I have to caveat my use of the word ‘revolution’ by saying that we’re still in early days of this new research paradigm. And, few if any of its findings have been translated into every day clinical care. But the revolution is here.
For a short, readable review see Insel and Cuthbert’s piece in Science in 2015 and for a cool example of researchers trying to analyze differences in patients’ neurobiology to define meaningful subgroups that would have been missed by examining clinical phenomenology alone see Clementz, et al.,’s 2015 article “Identification of Distinct Psychosis Biotypes Using Brain-Based Biomarkers” in the American Journal of Psychiatry.
We are living this revolution at Luc, thanks to the work of researchers who’ve started to investigate the differences between how normal individuals and schizophrenic patients process the world — specifically, electrophysiological differences in the function of the cortex.
So, why is this ‘living the revolution?’
Our focus at Luc is on discovery of new therapeutics to improve cognition in patients with schizophrenia. And, now, thanks to EEG…
- We have an easily-measured, quantitative biomarker for what we want to modulate in patients. In particular, we’ll be able to use an EEG-based measurement called Mis-Match Negativity (MMN) which is a measure of how the cortex processes auditory signals. MMN has been evaluated in large, multi-center studies. Thanks to those studies, MMN has been demonstrated to be a robust biomarker that differentiates the brains of schizophrenic patients from healthy volunteers.
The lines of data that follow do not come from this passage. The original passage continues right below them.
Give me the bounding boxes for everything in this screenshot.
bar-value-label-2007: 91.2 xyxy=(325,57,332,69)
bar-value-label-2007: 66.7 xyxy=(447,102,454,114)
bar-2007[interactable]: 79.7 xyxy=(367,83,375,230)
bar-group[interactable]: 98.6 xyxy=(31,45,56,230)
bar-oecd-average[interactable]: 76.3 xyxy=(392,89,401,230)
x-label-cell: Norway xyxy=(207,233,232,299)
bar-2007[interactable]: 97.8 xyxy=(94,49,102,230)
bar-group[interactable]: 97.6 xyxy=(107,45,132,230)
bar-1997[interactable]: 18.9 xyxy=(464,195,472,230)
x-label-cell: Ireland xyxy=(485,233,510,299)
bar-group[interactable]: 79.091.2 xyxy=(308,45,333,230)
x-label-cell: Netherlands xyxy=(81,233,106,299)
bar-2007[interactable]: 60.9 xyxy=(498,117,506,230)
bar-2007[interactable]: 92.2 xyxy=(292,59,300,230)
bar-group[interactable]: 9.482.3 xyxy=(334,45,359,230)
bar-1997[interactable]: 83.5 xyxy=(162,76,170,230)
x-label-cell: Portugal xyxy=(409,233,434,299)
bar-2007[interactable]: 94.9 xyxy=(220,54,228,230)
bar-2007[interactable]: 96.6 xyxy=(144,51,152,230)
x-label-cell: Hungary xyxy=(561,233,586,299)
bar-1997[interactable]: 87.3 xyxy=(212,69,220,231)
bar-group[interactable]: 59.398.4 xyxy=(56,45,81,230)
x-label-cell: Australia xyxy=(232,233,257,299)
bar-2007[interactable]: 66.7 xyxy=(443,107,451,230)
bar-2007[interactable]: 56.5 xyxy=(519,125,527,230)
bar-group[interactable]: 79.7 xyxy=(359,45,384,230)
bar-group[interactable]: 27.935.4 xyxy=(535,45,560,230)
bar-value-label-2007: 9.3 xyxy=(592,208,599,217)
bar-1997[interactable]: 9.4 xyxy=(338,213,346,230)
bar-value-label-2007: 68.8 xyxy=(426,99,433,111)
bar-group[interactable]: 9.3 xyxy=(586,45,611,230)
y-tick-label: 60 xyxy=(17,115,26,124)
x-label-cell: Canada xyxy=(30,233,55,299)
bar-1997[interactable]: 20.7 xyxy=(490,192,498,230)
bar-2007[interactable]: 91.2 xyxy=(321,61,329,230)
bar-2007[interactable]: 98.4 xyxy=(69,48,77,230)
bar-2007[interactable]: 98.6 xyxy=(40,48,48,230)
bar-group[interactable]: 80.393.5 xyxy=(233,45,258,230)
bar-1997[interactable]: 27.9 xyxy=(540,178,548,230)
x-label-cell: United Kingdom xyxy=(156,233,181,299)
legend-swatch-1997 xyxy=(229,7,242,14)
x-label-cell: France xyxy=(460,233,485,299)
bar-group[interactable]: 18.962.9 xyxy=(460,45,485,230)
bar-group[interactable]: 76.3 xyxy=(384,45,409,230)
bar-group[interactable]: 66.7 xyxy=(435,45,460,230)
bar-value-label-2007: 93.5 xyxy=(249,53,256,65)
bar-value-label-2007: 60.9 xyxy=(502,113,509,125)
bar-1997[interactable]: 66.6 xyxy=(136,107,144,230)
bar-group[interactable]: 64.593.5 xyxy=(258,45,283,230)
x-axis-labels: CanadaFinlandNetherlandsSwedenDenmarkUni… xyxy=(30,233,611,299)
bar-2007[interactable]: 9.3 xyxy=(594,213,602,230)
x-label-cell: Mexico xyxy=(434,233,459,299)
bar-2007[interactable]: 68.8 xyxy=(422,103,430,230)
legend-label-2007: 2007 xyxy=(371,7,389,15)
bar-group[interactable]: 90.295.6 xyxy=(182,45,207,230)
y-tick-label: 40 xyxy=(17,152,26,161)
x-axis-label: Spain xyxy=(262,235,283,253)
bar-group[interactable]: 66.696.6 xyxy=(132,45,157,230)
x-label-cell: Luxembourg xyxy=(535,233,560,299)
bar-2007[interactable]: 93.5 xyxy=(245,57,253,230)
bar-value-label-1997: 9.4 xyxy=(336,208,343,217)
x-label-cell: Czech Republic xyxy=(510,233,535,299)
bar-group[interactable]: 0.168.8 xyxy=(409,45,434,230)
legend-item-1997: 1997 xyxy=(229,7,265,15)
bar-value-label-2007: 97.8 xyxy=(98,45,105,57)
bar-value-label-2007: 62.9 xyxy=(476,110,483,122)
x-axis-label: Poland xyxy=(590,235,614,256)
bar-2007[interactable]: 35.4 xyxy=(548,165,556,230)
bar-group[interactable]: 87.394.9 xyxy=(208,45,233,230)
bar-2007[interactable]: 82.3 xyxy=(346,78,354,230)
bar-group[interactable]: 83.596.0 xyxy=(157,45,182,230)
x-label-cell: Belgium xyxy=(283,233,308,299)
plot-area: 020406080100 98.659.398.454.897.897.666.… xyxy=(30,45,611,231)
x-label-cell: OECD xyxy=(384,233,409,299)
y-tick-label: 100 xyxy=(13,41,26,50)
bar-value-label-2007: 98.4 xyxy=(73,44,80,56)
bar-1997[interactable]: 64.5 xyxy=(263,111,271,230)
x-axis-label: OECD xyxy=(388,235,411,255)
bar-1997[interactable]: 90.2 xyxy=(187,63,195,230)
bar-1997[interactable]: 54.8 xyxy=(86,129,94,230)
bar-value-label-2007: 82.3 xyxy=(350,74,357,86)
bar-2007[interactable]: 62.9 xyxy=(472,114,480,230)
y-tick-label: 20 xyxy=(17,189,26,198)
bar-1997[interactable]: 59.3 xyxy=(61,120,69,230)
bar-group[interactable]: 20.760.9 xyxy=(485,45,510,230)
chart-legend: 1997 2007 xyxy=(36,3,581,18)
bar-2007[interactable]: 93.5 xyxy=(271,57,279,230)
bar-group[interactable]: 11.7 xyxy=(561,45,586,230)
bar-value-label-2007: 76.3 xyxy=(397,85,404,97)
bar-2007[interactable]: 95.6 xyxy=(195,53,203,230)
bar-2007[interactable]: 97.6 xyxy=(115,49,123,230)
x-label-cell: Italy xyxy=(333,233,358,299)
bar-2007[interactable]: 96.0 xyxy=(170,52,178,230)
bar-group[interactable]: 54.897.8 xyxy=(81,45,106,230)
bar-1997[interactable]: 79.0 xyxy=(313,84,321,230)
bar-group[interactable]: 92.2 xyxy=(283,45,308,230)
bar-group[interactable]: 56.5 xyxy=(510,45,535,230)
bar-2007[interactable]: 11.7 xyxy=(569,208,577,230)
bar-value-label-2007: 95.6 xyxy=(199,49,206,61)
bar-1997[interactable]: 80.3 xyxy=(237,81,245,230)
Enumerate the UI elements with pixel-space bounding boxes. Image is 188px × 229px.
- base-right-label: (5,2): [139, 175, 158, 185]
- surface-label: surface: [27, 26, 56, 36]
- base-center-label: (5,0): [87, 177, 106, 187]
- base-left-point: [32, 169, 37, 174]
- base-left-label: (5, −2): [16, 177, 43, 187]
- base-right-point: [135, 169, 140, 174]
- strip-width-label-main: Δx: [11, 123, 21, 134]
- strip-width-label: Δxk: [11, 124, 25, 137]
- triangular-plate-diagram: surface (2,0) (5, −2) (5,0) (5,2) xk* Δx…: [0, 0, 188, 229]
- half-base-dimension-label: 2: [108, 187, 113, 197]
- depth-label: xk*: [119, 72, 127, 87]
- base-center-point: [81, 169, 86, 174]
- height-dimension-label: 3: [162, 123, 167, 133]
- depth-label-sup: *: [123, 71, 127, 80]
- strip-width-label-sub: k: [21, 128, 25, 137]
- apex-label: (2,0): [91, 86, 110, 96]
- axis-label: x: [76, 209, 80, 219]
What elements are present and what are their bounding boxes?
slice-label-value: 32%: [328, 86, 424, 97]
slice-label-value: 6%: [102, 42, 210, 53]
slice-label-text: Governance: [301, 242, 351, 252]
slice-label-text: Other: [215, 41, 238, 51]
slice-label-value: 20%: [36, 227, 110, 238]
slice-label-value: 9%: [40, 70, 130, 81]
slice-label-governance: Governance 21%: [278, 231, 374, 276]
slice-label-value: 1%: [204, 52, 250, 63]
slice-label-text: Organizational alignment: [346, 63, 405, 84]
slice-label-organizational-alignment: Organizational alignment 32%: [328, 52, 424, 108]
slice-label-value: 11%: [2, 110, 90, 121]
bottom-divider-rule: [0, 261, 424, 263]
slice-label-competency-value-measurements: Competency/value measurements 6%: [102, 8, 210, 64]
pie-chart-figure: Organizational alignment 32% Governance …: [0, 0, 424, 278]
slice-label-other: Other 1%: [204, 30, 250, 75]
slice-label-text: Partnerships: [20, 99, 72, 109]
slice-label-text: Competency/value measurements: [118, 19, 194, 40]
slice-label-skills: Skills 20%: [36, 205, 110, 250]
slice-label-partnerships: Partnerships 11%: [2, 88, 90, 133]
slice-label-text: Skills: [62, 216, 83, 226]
Furthermore, the MMN data was collected by non-specialists, making a compelling case for the potential utility of this biomarker in real world clinical trial settings
- We can – early in the discovery process – assess whether our compounds affect cortical function the way we want them to. We’ll be able to do this because MMN has been successfully back-translated to animal models. Previously, discovery scientists had to conduct their in vivo pharmacology in behavioral models – e.g., seeing how fast a mouse swims after being dropped in cold water – and extrapolate from that to likely impact on the brains of patients. Now, in contrast, rodent brains can model human ones purely through the conserved architecture and function of the neural circuits that compose them. For interesting review see 2016’s Harms, Michie and Näätänen’s Psychology.
Hence, the revolution.
As clinicians move swiftly towards being able to diagnose patients’ individual neuro-pathophysiologies – yes, folks are already talking about using EEG as part of the diagnostic process for patients with schizophrenia (see Light and Swerdlow’s Future clinical uses of neurphysiological biomarkers to predict and monitor treatment response for schizophrenia), we who labor to discover therapeutics for those patients finally have tools worthy of the challenge.
Of course, a tool is nothing without the experience to wield it effectively. And, the vision – grounded and practical, and “non-purist” enough — to push it to its true utility. More on these topics in future blogs!